I'm not into playing or expecting lawful stupid paladins.The paladin should have confronted the dragon. If you’re genuine about role playing a character of faith, not just paying lip service for the image rights, there’s great honour and worth in martyrdom.
An actual play example, concerning a paladin in a Rolemaster game. RM is a game with random crits, and is also one in which defeat of foes frequently occurs by disabling them via accumulated penalties to action, perhaps leaving them maimed but allowing their bleeding to be staunched so they can be taken prisoner/sent on their way/whatever. The first time the player of this paladin actually killed an NPC in combat was when he rolled a death crit - 00 on the percentile dice - and therefore beheaded the foe. This sent him into a period of deep mourning and introspection, and he wandered alone away from the rest of the party. I (as GM) rolled a random encounter, got a low level demon, and proceeded to have that demon appear near the paladin and begin taunting him for his conduct. I assumed that the paladin would attack the demon, on the grounds that demons speak falsehoods and not truths, but in fact he interpreted the whole thing as a sign from his god that he had done the wrong thing and deserved punishment. He therefore let the demon beat him to a pulp, until - realising that there was no more sport to be had here - it let him go. The paladin in question spent the next part of the campaign trying to atone for (what he took to be) his wrongs by building housing for refugees fleeing war in a neighbouring country.
That is wrong on the face of it. Kamikaze pilots, for example, could not fulfill their objectives and come out alive. There are more modern examples as well.
As far as the whole "death before dishonor" thing goes, well, the unbelievable evil that has been done in that name is a list far too long to list here.
But, ok. Why don't the baddies just kidnap some random person, and demand that every paladin in your world fall on their sword? After all, what's the difference? The NPC will die if the Paladin's so not kill themselves, therefore, according to your logic, exterminating every paladin in the world would take a couple of weeks at most.
Seems a simple answer to getting rid of paladins from the game. @lowkey13 would be proud.![]()
So what is your ruling? How do you address it?
Do you rule that the best response the player could think of at the time was not good enough? That they can no longer be an oath of the ancients paladin?
The paladin also doesn't know that there's no chance of persuading the dragon, or of some other solution. THat's the player's knowledge driven by his/her understanding of how his/her GM runs the game.The players know that. The paladin probably doesn't.
This is true. When one chooses the lesser of two evils, one is still choosing evil. There's no argument there.
I would add, though, that we should try to tease out between events that are tragic versus events that are immoral, especially when it comes to the pc class of the paladin. I don't know enough about the original scenario, but it's often easy to confuse tragic for immoral, both in the real world and in rpgs.
Yep - I think I might have posted about this upthread (though maybe it was in the recent lewpuls alignment thread).While I agree with you, don't you think it funny that Gygax's 1e AD&D definition of Lawful Good is "the greatest good of the greatest number, and least harm to the rest" - ie a Benthamite Utilitarian standard?
Yeah, take away my geek card.
A better example would be Sophie's Choice - a woman forced by the Nazis to choose between her two children. One of whom will live, one will die.
Again, while Sophie blames herself, I don't think she did anything wrong or evil. Had she not chosen both children would have died. The player in the OP's scenario believed he could either leave the NPC with the dragon or they would both die.
To me, it's the intent and reasoning behind the paladin's choice that matters. He saw only two options: both he and the NPC die or only the NPC dies. Since he was on a mission to save the world, dying for no reason would have been the more evil choice.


- Instructions for the task
Your task is to repeat the lines below exactly, excluding any pictures they contain.

>>>

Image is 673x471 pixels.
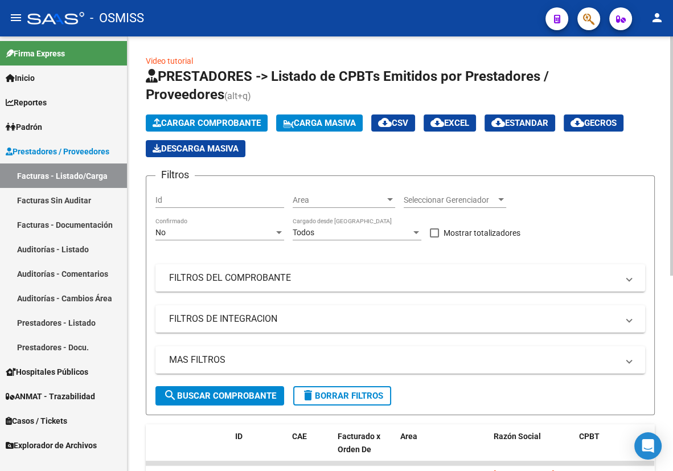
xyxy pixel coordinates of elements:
mat-panel-title: MAS FILTROS [169,354,618,366]
span: Estandar [492,118,549,128]
mat-icon: cloud_download [378,116,392,129]
mat-icon: search [163,388,177,402]
mat-expansion-panel-header: FILTROS DEL COMPROBANTE [156,264,645,292]
span: Casos / Tickets [6,415,67,427]
a: Video tutorial [146,56,193,66]
button: Borrar Filtros [293,386,391,406]
span: Hospitales Públicos [6,366,88,378]
mat-icon: menu [9,11,23,24]
span: - OSMISS [90,6,144,31]
span: Carga Masiva [283,118,356,128]
button: Estandar [485,114,555,132]
h3: Filtros [156,167,195,183]
span: Borrar Filtros [301,391,383,401]
mat-panel-title: FILTROS DE INTEGRACION [169,313,618,325]
button: EXCEL [424,114,476,132]
span: CPBT [579,432,600,441]
span: Mostrar totalizadores [444,226,521,240]
span: Seleccionar Gerenciador [404,195,496,205]
span: Cargar Comprobante [153,118,261,128]
span: CSV [378,118,408,128]
button: Gecros [564,114,624,132]
button: CSV [371,114,415,132]
span: Area [400,432,418,441]
span: Inicio [6,72,35,84]
span: (alt+q) [224,91,251,101]
span: Padrón [6,121,42,133]
span: ANMAT - Trazabilidad [6,390,95,403]
span: Facturado x Orden De [338,432,381,454]
span: Firma Express [6,47,65,60]
span: Gecros [571,118,617,128]
button: Cargar Comprobante [146,114,268,132]
button: Descarga Masiva [146,140,246,157]
span: Razón Social [494,432,541,441]
span: Todos [293,228,314,237]
button: Buscar Comprobante [156,386,284,406]
mat-panel-title: FILTROS DEL COMPROBANTE [169,272,618,284]
app-download-masive: Descarga masiva de comprobantes (adjuntos) [146,140,246,157]
mat-icon: person [651,11,664,24]
button: Carga Masiva [276,114,363,132]
span: Descarga Masiva [153,144,239,154]
span: Buscar Comprobante [163,391,276,401]
span: Area [293,195,385,205]
mat-expansion-panel-header: MAS FILTROS [156,346,645,374]
span: No [156,228,166,237]
span: Explorador de Archivos [6,439,97,452]
mat-icon: cloud_download [492,116,505,129]
span: EXCEL [431,118,469,128]
span: Reportes [6,96,47,109]
mat-icon: delete [301,388,315,402]
div: Open Intercom Messenger [635,432,662,460]
mat-icon: cloud_download [431,116,444,129]
span: PRESTADORES -> Listado de CPBTs Emitidos por Prestadores / Proveedores [146,68,549,103]
span: ID [235,432,243,441]
mat-icon: cloud_download [571,116,584,129]
span: Prestadores / Proveedores [6,145,109,158]
span: CAE [292,432,307,441]
mat-expansion-panel-header: FILTROS DE INTEGRACION [156,305,645,333]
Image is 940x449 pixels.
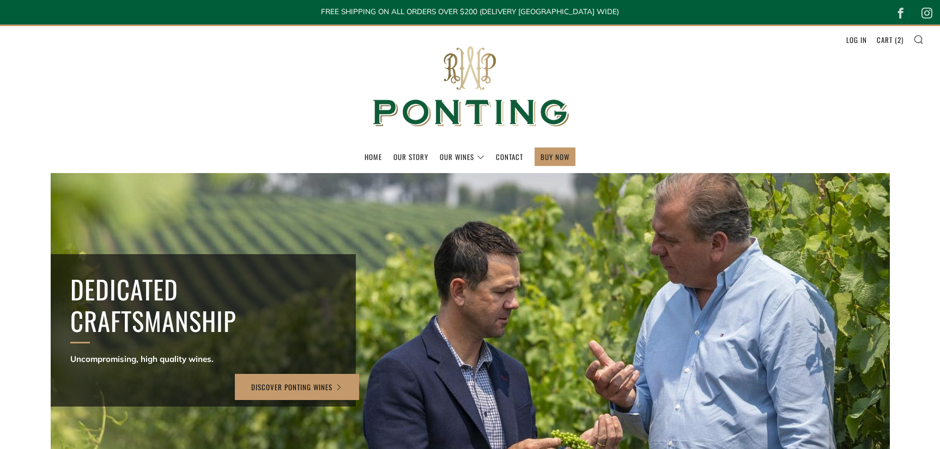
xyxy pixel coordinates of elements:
[496,148,523,166] a: Contact
[361,26,579,148] img: Ponting Wines
[364,148,382,166] a: Home
[393,148,428,166] a: Our Story
[540,148,569,166] a: BUY NOW
[876,31,903,48] a: Cart (2)
[70,274,336,337] h2: Dedicated Craftsmanship
[70,354,214,364] strong: Uncompromising, high quality wines.
[440,148,484,166] a: Our Wines
[897,34,901,45] span: 2
[235,374,359,400] a: Discover Ponting Wines
[846,31,867,48] a: Log in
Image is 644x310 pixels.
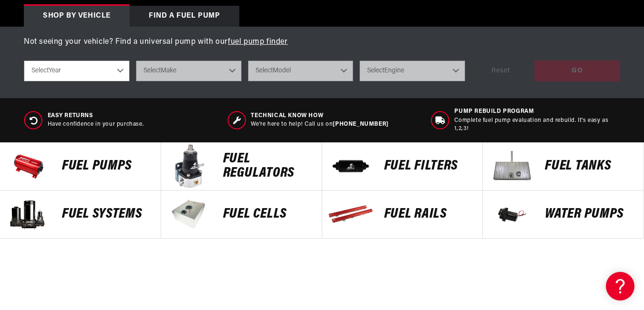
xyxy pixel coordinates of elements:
[228,38,288,46] a: fuel pump finder
[161,142,322,190] a: FUEL REGULATORS FUEL REGULATORS
[322,142,483,190] a: FUEL FILTERS FUEL FILTERS
[48,120,144,129] p: Have confidence in your purchase.
[333,122,388,127] a: [PHONE_NUMBER]
[5,142,53,190] img: Fuel Pumps
[223,152,312,181] p: FUEL REGULATORS
[322,190,483,238] a: FUEL Rails FUEL Rails
[130,6,239,27] div: Find a Fuel Pump
[251,120,388,129] p: We’re here to help! Call us on
[327,142,375,190] img: FUEL FILTERS
[384,207,473,221] p: FUEL Rails
[251,112,388,120] span: Technical Know How
[488,142,535,190] img: Fuel Tanks
[24,60,130,82] select: Year
[454,117,620,133] p: Complete fuel pump evaluation and rebuild. It's easy as 1,2,3!
[384,159,473,173] p: FUEL FILTERS
[327,190,375,238] img: FUEL Rails
[359,60,466,82] select: Engine
[136,60,242,82] select: Make
[545,159,634,173] p: Fuel Tanks
[545,207,634,221] p: Water Pumps
[48,112,144,120] span: Easy Returns
[24,36,620,48] p: Not seeing your vehicle? Find a universal pump with our
[248,60,354,82] select: Model
[166,142,214,190] img: FUEL REGULATORS
[488,190,535,238] img: Water Pumps
[62,159,151,173] p: Fuel Pumps
[24,6,130,27] div: Shop by vehicle
[161,190,322,238] a: FUEL Cells FUEL Cells
[62,207,151,221] p: Fuel Systems
[223,207,312,221] p: FUEL Cells
[166,190,214,238] img: FUEL Cells
[483,190,644,238] a: Water Pumps Water Pumps
[454,108,620,116] span: Pump Rebuild program
[483,142,644,190] a: Fuel Tanks Fuel Tanks
[5,190,53,238] img: Fuel Systems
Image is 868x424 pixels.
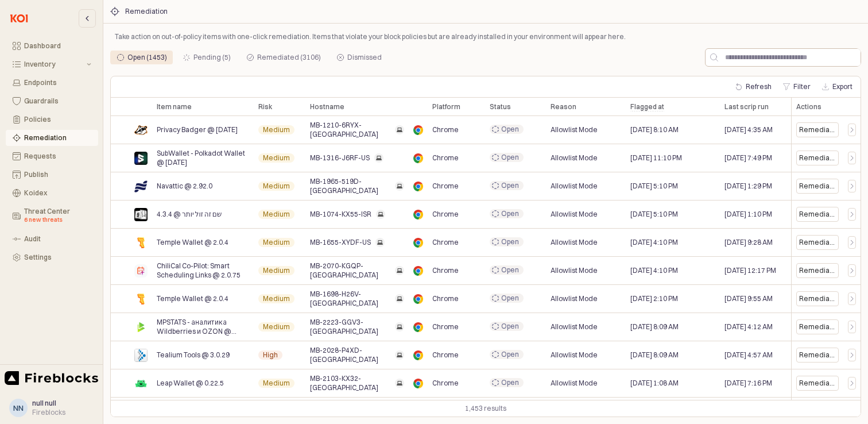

<<<

- Final answer
Image is 673x471 pixels.
xyxy pixel coordinates of elements:
mat-panel-title: MAS FILTROS [169,354,618,366]
span: Estandar [492,118,549,128]
mat-icon: cloud_download [378,116,392,129]
mat-icon: search [163,388,177,402]
mat-expansion-panel-header: FILTROS DEL COMPROBANTE [156,264,645,292]
span: Casos / Tickets [6,415,67,427]
a: Video tutorial [146,56,193,66]
button: Borrar Filtros [293,386,391,406]
span: Hospitales Públicos [6,366,88,378]
mat-icon: menu [9,11,23,24]
span: - OSMISS [90,6,144,31]
span: Carga Masiva [283,118,356,128]
button: Estandar [485,114,555,132]
h3: Filtros [156,167,195,183]
span: Borrar Filtros [301,391,383,401]
mat-panel-title: FILTROS DE INTEGRACION [169,313,618,325]
button: EXCEL [424,114,476,132]
span: CPBT [579,432,600,441]
span: Mostrar totalizadores [444,226,521,240]
span: Seleccionar Gerenciador [404,195,496,205]
span: Cargar Comprobante [153,118,261,128]
span: CSV [378,118,408,128]
button: Gecros [564,114,624,132]
button: CSV [371,114,415,132]
span: Area [400,432,418,441]
span: Inicio [6,72,35,84]
span: (alt+q) [224,91,251,101]
span: Padrón [6,121,42,133]
span: ANMAT - Trazabilidad [6,390,95,403]
span: Facturado x Orden De [338,432,381,454]
span: Firma Express [6,47,65,60]
span: Gecros [571,118,617,128]
button: Cargar Comprobante [146,114,268,132]
button: Descarga Masiva [146,140,246,157]
span: Razón Social [494,432,541,441]
span: Todos [293,228,314,237]
button: Buscar Comprobante [156,386,284,406]
mat-panel-title: FILTROS DEL COMPROBANTE [169,272,618,284]
app-download-masive: Descarga masiva de comprobantes (adjuntos) [146,140,246,157]
mat-icon: person [651,11,664,24]
button: Carga Masiva [276,114,363,132]
span: Descarga Masiva [153,144,239,154]
span: Buscar Comprobante [163,391,276,401]
span: Area [293,195,385,205]
mat-expansion-panel-header: MAS FILTROS [156,346,645,374]
span: No [156,228,166,237]
span: Explorador de Archivos [6,439,97,452]
mat-icon: cloud_download [492,116,505,129]
span: EXCEL [431,118,469,128]
span: Reportes [6,96,47,109]
mat-icon: delete [301,388,315,402]
div: Open Intercom Messenger [635,432,662,460]
mat-icon: cloud_download [431,116,444,129]
span: PRESTADORES -> Listado de CPBTs Emitidos por Prestadores / Proveedores [146,68,549,103]
span: ID [235,432,243,441]
mat-icon: cloud_download [571,116,584,129]
span: Prestadores / Proveedores [6,145,109,158]
span: CAE [292,432,307,441]
mat-expansion-panel-header: FILTROS DE INTEGRACION [156,305,645,333]
Image is 940x449 pixels.
xyxy pixel coordinates of elements:
[496,148,523,166] a: Contact
[361,26,579,148] img: Ponting Wines
[364,148,382,166] a: Home
[393,148,428,166] a: Our Story
[540,148,569,166] a: BUY NOW
[876,31,903,48] a: Cart (2)
[70,274,336,337] h2: Dedicated Craftsmanship
[70,354,214,364] strong: Uncompromising, high quality wines.
[440,148,484,166] a: Our Wines
[897,34,901,45] span: 2
[235,374,359,400] a: Discover Ponting Wines
[846,31,867,48] a: Log in
Image is 644x310 pixels.
xyxy pixel coordinates of elements:
[228,38,288,46] a: fuel pump finder
[161,142,322,190] a: FUEL REGULATORS FUEL REGULATORS
[322,142,483,190] a: FUEL FILTERS FUEL FILTERS
[48,120,144,129] p: Have confidence in your purchase.
[333,122,388,127] a: [PHONE_NUMBER]
[5,142,53,190] img: Fuel Pumps
[223,152,312,181] p: FUEL REGULATORS
[322,190,483,238] a: FUEL Rails FUEL Rails
[130,6,239,27] div: Find a Fuel Pump
[251,120,388,129] p: We’re here to help! Call us on
[327,142,375,190] img: FUEL FILTERS
[384,207,473,221] p: FUEL Rails
[251,112,388,120] span: Technical Know How
[488,142,535,190] img: Fuel Tanks
[24,60,130,82] select: Year
[454,117,620,133] p: Complete fuel pump evaluation and rebuild. It's easy as 1,2,3!
[384,159,473,173] p: FUEL FILTERS
[327,190,375,238] img: FUEL Rails
[359,60,466,82] select: Engine
[136,60,242,82] select: Make
[545,159,634,173] p: Fuel Tanks
[545,207,634,221] p: Water Pumps
[48,112,144,120] span: Easy Returns
[24,36,620,48] p: Not seeing your vehicle? Find a universal pump with our
[248,60,354,82] select: Model
[166,142,214,190] img: FUEL REGULATORS
[488,190,535,238] img: Water Pumps
[62,159,151,173] p: Fuel Pumps
[24,6,130,27] div: Shop by vehicle
[161,190,322,238] a: FUEL Cells FUEL Cells
[62,207,151,221] p: Fuel Systems
[223,207,312,221] p: FUEL Cells
[166,190,214,238] img: FUEL Cells
[483,190,644,238] a: Water Pumps Water Pumps
[454,108,620,116] span: Pump Rebuild program
[483,142,644,190] a: Fuel Tanks Fuel Tanks
[5,190,53,238] img: Fuel Systems
Image is 868x424 pixels.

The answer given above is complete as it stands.